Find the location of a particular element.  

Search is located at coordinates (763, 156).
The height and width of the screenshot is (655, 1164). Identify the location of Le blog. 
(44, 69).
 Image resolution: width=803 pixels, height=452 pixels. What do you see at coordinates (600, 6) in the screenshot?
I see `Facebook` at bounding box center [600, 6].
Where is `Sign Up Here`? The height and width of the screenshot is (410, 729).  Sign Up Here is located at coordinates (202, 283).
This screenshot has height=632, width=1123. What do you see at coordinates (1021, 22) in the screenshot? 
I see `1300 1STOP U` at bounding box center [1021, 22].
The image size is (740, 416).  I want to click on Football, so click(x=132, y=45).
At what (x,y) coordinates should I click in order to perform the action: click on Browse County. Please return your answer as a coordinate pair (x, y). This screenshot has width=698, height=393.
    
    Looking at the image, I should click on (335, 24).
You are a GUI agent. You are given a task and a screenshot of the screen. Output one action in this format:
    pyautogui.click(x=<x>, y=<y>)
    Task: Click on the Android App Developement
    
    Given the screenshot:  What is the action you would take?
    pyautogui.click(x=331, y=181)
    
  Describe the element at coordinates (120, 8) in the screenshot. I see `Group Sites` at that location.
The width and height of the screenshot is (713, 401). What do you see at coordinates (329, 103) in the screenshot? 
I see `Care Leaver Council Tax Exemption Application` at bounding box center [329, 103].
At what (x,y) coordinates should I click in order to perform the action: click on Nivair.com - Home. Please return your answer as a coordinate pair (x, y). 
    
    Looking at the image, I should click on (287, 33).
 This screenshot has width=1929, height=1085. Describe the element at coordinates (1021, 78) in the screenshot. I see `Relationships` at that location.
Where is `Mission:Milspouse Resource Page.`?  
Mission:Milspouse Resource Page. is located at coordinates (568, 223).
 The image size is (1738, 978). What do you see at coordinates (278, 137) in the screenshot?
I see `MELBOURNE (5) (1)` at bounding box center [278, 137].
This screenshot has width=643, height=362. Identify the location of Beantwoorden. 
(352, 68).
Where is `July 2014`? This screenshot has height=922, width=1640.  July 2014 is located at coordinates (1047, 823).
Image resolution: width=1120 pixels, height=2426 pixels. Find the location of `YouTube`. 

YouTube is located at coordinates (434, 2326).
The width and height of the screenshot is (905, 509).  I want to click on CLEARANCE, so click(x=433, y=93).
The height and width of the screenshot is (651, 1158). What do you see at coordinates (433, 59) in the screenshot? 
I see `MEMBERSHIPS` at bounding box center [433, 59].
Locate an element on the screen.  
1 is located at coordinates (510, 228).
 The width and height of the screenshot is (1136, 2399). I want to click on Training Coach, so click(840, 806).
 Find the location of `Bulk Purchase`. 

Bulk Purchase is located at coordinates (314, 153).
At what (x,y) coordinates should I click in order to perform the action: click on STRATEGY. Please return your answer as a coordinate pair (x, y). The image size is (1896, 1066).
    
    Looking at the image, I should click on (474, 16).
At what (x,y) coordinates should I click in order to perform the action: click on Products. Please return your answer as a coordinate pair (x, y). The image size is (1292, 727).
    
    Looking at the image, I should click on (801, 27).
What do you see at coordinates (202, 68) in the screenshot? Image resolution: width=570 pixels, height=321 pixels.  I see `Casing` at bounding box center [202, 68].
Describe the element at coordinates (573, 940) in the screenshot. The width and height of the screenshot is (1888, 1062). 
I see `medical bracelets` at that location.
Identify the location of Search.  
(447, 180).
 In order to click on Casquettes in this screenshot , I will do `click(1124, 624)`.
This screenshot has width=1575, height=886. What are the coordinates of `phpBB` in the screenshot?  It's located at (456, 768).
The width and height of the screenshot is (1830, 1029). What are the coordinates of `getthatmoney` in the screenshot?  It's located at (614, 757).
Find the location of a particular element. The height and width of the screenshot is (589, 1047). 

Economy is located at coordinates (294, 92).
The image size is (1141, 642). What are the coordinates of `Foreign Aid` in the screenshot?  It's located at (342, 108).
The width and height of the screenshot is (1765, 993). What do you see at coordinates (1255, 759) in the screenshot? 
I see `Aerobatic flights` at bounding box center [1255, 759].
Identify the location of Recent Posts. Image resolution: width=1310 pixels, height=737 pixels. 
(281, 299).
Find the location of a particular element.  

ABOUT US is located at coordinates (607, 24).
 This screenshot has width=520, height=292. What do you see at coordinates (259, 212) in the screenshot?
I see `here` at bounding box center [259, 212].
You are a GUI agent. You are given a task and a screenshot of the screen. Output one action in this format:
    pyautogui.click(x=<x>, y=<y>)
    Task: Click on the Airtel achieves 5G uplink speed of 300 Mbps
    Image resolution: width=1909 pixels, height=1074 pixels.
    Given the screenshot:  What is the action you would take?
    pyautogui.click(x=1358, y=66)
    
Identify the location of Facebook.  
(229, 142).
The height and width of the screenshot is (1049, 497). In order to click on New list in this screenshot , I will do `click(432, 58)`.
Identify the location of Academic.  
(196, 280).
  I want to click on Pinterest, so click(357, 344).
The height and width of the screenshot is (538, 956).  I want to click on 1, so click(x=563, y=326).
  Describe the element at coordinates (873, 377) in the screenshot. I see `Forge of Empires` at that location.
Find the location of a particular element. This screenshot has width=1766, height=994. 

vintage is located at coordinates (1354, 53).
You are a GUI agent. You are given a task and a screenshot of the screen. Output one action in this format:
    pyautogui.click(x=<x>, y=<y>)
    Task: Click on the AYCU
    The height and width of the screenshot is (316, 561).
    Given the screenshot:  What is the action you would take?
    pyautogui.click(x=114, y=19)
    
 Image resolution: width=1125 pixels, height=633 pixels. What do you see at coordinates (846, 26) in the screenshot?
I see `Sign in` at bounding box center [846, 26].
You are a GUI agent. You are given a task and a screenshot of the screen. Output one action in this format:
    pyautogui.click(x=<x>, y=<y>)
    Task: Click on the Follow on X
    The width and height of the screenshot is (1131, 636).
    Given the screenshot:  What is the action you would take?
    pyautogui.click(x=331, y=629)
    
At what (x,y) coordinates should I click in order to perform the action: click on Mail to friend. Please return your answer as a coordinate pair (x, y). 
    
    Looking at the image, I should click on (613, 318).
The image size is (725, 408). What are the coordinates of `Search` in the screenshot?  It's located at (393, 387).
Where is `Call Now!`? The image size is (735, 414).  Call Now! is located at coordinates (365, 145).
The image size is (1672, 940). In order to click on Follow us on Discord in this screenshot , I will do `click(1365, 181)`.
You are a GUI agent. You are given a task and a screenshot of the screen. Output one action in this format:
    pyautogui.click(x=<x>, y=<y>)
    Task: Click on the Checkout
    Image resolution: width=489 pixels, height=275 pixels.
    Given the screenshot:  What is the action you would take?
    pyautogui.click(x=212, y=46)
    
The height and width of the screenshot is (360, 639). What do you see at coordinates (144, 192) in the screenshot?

-*-

Could you repeat exactly the lines above from the line with "Find the location of a particular element. This" up to and including the line with "The width and height of the screenshot is (1131, 636).", and only those?

Find the location of a particular element. This screenshot has width=1766, height=994. 

vintage is located at coordinates (1354, 53).
You are a GUI agent. You are given a task and a screenshot of the screen. Output one action in this format:
    pyautogui.click(x=<x>, y=<y>)
    Task: Click on the AYCU
    The height and width of the screenshot is (316, 561).
    Given the screenshot:  What is the action you would take?
    pyautogui.click(x=114, y=19)
    
 Image resolution: width=1125 pixels, height=633 pixels. What do you see at coordinates (846, 26) in the screenshot?
I see `Sign in` at bounding box center [846, 26].
You are a GUI agent. You are given a task and a screenshot of the screen. Output one action in this format:
    pyautogui.click(x=<x>, y=<y>)
    Task: Click on the Follow on X
    The width and height of the screenshot is (1131, 636).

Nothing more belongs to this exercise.